“The western forest complex is our biggest hope,” stresses Thai tiger expert Anak Pattanavibool.
Thailand is seeking to save its last few wild tigers
Indochinese tigers once roamed far and wide across much of Southeast Asia, but the striped predators have already been driven extinct in Vietnam and Cambodia. In Laos and Myanmar too they are on their last legs, having been hunted into near-extinction by poachers who sell their pelts and bones on the black market.
Thailand, where 160 or so Indochinese tigers still remain in the wild, is doing its best, though, to save the last few dozen wild tigers in the country. The Southeast Asian nation has just set up a tiger conservation center in the Huai Kha Khaeng Wildlife Sanctuary, where local forest rangers will be trained to keep eyes on the critically endangered big cats and their prey animals like gaur and barking deer, which too have been decimated by hunting.
The wildlife sanctuary, which lies in Thailand’s Western Forest Complex, is one of the last refuges of the country’s big cats, which have been driven from most other local forests over the past decades.
The forest, a UNESCO World Heritage Site, remains home to around 100 to 120 wild tigers. Of these, some 80 are within two local wildlife sanctuaries. “The western forest complex is our biggest hope,” stresses Thai tiger expert Anak Pattanavibool.
Local rangers’ tasks will also entail stopping poachers and hunters in their tracks. Not that long ago teams of poachers at times killed up to 20 tigers within a matter of days by shooting the predators or by poisoning them with animal carcasses packed with pesticides.
Although protection measures have been stepped up in the forest complex, poaching remains an ever-present threat, local officials say. “We hope to be able to protect the western forest – one of the last secure habitats of the Indochinese tiger population,” says Thanya Netithammakul, director-general of Thailand’s Department of National Park, Wildlife, and Plant Conservation.
It isn’t just Indochinese tigers that are at grave risk of going extinct. The planet’s 4,000-plus wild tigers are increasingly embattled throughout all their ranges from Russia to Nepal. In India, whose Bengal tiger population remains relatively robust with around 2,200 of them left in the wild, at least 429 tigers were killed by poachers in the decade between 2008 and 2018. Over the past few years hundreds of tigers in India have died from other causes as well.
Back in the 19th century as many as 100,000 wild tigers still inhabited much of Asia. Today the last remnants, a mere 4% of the number a century ago, are facing relentless habitat loss and other threats.
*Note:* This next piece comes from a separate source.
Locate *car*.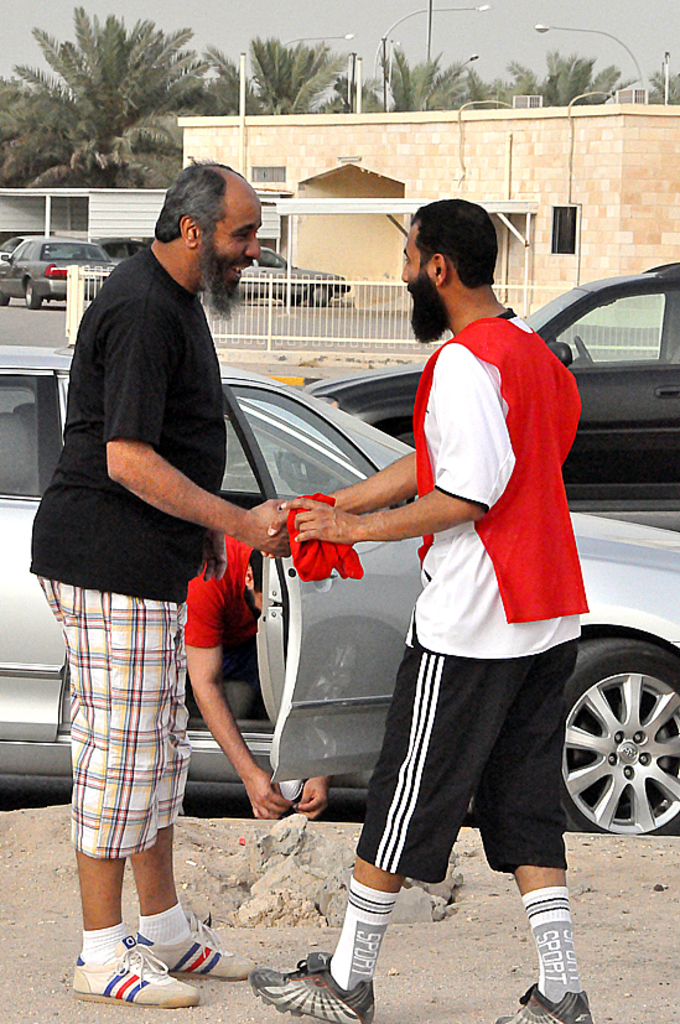
Bounding box: x1=0, y1=229, x2=125, y2=311.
The Wildlife Conservation Society has just warned that unless wild tigers are better protected everywhere, their days are likely numbered and they may go extinct in a decade.
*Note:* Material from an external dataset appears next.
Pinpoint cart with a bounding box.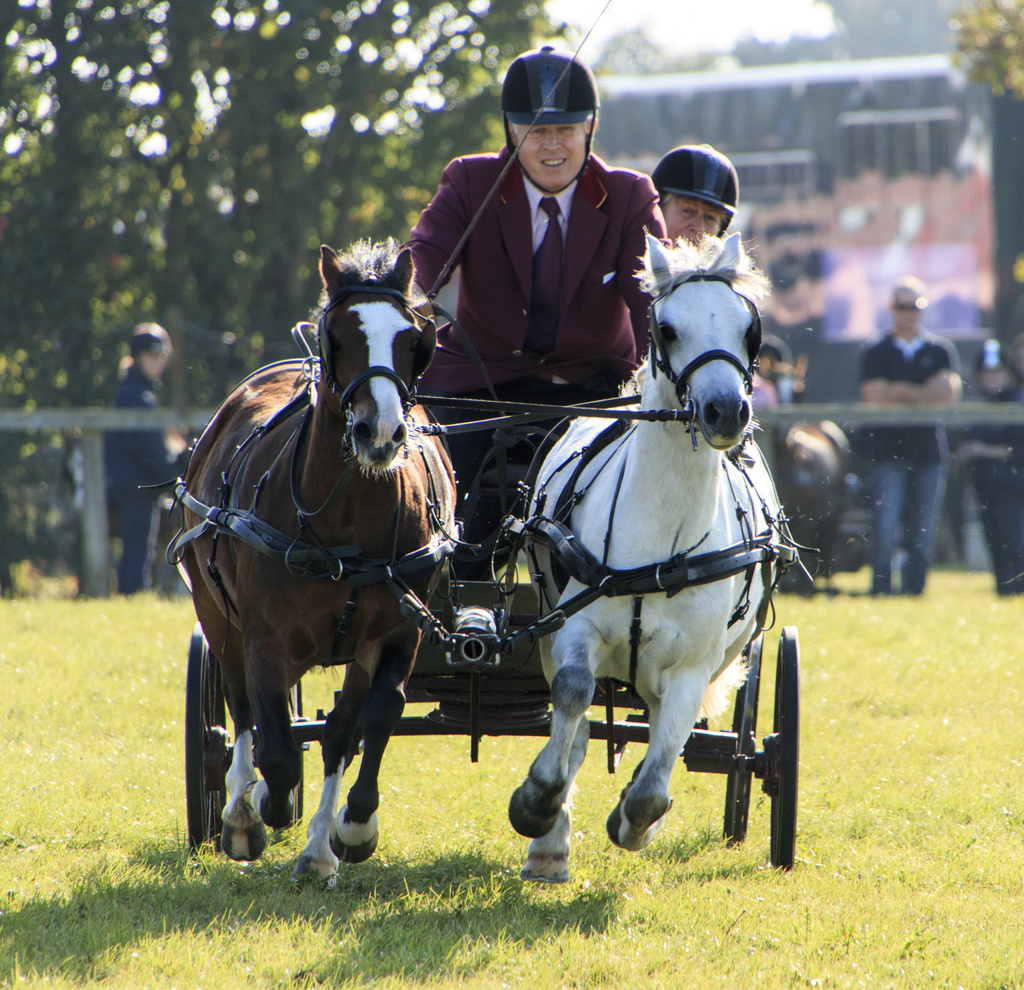
183:416:801:873.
Population growth and increased urbanization are among the greatest threats to tigers in countries like India, where constant encroachment by people on tigers’ natural habitats is pushing the animals ever further into their last few pockets of forest refuge, the conservationist group says.
“If we want a world with tigers, forests, and wildness to persist beyond the 21st century, conservation needs to join forces with groups working to alleviate poverty, enhance education for girls, reduce meat consumption, and build sustainable cities,” stresses Joe Walston, WCS’s senior vice-president of field conservation.